This suit was commenced before •a justice of the peace to recover damages for destruction of hay, corn and rails belonging to plaintiff by a fire, charged to. have been set by a passing train on defendant’s road. The statement contained no charge of negligence.
Plaintiff recovered judgment before the justice, •and again in the circuit court, from which defendant appealed to the St. Louis court .of appeals where the judgment was affirmed; but that court, believing the •opinion to be in conflict with the case of Clemings v. Railroad, decided by the Kansas City court of appeals (21 Mo. App. 606), the case was certified to this court for final determination. The opinion of the court of appeals is reported in 45 Mo. App. 153, to which reference is made for a full statement.
The question upon which the conflict of opinion •arises is whether the statement, before the justice, ■omitting as it does any allegation of negligence, was sufficient on objection raised after verdict.
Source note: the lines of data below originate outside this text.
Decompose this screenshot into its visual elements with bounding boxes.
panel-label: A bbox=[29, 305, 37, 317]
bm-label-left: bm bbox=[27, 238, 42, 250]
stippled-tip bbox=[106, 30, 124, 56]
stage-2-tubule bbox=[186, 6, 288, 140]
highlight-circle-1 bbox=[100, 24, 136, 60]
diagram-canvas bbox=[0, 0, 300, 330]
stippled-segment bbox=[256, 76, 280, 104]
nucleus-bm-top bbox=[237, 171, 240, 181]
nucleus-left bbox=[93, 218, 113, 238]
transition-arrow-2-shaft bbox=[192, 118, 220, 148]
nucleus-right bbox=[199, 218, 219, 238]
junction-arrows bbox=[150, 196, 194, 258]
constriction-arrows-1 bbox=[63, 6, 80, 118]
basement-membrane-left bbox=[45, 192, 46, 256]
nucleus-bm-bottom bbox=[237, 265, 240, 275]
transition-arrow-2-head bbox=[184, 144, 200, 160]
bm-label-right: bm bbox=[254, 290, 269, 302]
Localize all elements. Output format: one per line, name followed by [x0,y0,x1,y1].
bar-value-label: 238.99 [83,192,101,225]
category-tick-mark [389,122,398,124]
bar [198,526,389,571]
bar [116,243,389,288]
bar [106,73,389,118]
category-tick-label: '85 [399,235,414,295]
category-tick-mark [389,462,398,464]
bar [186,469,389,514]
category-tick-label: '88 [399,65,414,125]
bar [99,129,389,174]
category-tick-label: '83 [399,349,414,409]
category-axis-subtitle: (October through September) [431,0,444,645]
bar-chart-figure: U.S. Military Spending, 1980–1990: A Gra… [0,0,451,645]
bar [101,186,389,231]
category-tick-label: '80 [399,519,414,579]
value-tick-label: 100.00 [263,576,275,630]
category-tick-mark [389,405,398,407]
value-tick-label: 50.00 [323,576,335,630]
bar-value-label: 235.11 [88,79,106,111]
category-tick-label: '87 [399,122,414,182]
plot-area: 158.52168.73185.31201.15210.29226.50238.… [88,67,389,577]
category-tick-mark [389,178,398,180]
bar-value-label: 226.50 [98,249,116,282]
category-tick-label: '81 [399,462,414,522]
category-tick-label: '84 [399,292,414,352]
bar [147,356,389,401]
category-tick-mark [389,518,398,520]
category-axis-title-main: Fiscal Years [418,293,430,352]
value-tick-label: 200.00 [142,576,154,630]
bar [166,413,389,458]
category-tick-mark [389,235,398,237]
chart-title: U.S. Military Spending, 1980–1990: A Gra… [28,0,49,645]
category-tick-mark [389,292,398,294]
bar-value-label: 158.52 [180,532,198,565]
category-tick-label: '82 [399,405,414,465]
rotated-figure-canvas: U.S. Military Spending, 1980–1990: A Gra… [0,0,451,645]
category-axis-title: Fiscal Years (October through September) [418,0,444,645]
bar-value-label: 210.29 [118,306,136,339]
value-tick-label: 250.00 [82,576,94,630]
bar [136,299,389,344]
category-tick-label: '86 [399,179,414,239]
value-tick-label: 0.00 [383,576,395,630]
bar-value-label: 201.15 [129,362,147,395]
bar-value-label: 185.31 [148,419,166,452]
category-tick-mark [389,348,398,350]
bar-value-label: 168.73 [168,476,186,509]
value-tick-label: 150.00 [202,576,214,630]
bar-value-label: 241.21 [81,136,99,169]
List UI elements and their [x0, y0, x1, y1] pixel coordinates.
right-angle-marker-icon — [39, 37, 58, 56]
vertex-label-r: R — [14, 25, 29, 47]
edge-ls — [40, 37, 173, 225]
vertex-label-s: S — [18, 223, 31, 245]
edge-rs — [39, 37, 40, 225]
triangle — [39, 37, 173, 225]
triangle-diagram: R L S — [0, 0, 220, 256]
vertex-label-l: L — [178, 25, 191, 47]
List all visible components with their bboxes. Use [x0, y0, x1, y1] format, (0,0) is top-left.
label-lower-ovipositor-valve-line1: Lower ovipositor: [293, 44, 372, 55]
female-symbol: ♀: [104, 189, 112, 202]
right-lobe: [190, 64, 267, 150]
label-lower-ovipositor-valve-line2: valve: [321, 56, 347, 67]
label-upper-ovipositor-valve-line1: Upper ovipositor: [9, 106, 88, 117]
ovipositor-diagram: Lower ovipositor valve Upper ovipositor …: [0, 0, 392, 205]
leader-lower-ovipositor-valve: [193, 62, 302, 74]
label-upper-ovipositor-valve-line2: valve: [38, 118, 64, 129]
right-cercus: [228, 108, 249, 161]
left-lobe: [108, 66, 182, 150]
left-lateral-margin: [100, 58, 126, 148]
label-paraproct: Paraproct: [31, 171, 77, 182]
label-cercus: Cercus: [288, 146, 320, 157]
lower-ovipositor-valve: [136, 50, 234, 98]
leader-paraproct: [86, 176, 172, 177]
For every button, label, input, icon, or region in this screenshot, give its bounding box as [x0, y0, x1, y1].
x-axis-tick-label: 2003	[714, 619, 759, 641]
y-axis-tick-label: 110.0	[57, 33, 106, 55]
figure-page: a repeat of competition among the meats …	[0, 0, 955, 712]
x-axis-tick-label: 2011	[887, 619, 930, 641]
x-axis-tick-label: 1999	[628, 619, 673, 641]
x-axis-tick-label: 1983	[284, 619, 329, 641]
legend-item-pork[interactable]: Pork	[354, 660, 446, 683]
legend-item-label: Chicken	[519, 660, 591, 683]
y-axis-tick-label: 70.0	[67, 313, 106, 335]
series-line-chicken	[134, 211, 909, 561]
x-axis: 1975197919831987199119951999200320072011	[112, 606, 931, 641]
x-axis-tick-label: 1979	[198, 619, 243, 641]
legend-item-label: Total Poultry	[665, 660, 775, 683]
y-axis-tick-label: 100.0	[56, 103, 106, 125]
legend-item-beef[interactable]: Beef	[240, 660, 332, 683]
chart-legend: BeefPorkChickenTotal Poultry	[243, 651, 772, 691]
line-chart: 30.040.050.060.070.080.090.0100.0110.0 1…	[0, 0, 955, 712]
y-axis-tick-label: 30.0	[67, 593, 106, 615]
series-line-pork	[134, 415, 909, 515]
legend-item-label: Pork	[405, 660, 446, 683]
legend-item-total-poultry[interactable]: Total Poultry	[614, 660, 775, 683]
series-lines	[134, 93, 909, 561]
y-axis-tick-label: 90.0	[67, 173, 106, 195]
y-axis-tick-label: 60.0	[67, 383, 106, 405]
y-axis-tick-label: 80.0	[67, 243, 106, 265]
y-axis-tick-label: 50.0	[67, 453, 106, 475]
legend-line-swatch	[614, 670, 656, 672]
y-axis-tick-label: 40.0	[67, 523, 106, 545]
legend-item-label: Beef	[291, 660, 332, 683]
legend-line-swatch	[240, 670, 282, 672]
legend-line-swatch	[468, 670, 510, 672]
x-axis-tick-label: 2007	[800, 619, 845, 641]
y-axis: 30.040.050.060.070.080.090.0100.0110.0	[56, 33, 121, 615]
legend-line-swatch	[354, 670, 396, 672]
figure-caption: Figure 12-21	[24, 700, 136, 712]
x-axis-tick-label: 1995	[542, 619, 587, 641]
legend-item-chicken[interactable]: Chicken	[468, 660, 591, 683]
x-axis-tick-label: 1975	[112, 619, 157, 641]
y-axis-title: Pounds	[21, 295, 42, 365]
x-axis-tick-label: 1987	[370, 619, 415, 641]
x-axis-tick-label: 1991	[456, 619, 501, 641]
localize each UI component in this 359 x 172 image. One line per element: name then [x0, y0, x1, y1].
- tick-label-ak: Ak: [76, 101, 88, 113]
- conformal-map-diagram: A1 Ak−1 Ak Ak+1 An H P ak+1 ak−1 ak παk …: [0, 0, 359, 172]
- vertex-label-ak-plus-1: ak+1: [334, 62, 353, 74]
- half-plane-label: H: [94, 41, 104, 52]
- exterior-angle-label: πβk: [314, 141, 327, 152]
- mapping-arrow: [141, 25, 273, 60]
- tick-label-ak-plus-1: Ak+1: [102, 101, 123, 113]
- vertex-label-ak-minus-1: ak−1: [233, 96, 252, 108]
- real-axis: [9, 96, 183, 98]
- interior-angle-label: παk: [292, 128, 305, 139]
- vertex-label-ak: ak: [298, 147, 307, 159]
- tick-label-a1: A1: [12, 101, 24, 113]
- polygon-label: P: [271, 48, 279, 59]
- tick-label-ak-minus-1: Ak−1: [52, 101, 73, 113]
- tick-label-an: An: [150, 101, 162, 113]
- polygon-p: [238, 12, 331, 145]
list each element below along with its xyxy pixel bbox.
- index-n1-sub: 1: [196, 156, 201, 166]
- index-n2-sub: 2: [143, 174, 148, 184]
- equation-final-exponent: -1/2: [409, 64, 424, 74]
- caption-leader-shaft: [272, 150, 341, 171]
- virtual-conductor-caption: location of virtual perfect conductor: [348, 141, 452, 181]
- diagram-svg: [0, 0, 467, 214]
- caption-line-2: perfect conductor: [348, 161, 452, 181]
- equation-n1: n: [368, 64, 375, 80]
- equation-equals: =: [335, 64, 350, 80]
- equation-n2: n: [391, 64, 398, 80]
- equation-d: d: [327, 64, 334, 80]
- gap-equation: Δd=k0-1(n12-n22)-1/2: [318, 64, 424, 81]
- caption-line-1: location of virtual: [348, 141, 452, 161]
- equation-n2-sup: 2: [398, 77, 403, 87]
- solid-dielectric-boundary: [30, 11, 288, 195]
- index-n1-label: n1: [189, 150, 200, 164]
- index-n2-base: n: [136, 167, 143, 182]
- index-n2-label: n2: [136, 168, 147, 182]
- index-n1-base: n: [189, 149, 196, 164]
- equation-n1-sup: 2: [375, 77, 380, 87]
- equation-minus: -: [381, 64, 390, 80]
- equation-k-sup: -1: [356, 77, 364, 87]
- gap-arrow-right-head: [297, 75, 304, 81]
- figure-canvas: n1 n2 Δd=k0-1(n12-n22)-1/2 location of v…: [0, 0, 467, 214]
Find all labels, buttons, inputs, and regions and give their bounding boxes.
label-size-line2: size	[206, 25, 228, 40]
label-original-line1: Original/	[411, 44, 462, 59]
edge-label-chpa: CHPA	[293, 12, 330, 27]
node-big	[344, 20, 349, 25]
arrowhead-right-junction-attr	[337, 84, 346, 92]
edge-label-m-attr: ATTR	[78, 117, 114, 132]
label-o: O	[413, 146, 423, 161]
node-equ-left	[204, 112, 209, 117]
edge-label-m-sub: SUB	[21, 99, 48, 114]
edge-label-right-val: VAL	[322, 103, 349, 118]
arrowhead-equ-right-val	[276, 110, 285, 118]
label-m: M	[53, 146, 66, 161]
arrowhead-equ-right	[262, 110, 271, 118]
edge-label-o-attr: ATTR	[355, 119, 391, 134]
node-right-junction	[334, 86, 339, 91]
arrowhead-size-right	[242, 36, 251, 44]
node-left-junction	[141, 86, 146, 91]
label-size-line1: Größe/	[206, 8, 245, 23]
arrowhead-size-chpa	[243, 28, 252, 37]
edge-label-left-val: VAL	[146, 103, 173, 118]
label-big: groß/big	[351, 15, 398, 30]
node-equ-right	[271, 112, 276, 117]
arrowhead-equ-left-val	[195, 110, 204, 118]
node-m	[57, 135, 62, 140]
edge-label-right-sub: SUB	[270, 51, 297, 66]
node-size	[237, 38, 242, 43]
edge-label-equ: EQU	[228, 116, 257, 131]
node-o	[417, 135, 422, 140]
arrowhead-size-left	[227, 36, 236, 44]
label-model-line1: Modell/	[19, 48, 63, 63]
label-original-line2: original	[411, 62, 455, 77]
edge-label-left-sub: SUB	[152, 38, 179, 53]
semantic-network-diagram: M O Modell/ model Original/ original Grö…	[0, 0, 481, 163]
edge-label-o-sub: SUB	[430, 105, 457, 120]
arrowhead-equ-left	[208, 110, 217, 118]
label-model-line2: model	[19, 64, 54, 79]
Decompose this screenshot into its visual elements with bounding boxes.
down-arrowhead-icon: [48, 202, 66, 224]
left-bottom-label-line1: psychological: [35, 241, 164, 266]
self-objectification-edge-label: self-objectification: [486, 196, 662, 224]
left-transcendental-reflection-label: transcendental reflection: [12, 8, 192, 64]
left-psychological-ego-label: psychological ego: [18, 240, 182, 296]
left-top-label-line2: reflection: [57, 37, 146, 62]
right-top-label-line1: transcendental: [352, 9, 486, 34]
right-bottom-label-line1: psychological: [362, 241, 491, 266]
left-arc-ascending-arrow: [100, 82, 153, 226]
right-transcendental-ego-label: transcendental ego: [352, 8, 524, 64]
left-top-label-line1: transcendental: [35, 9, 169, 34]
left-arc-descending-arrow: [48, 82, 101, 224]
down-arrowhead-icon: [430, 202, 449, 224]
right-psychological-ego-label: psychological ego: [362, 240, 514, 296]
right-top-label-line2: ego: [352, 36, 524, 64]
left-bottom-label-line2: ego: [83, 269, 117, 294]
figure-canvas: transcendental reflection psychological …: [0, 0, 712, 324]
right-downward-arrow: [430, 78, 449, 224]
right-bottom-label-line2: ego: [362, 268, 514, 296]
There is no doubt that the decisions of this court require some strictness to be observed in the statement in a justice’s court of a statutory cause of action. See Johnson v. Railroad, 76 Mo. 553; Morrow v. Railroad, 82 Mo. 169, and cases cited in each. We do not think that this line of decisions overrules the doctrine that, in common law actions before justices of the peace, it is only necessary that the statement be sufficient to •advise the opposite party of the claim, and sufficiently *538specific to be a bar to another action. Iba v. Railroad, 45 Mo. 471; Minter v. Railroad, 82 Mo. 131.
Nor do we think the change in the statute such as to require greater strictness in pleading in such courts now, than formerly, as claimed by defendant. Section 13, page 814, 2 Wagner’s Statutes, which was in force when the Iba case was decided, required a “statement of the facts constituting the cause of action” to be filed and the present statute (sec. 6138) requires a “statement * * *' of the facts constituting the cause of action upon which the suit is founded” to be filed. There is no substantial difference. The present statute provides, in terms, that no formal pleadings upon the part of either plaintiff or defendant shall be required in a justice’s court, thus adopting the previous rulings of the court as a statutory rule of pleading.
We are satisfied with the decision of the St. Louis court of appeals, and adopt its opinion on all the points considered, and affirm the judgment.
Babclay, J., absent, the other judges concur.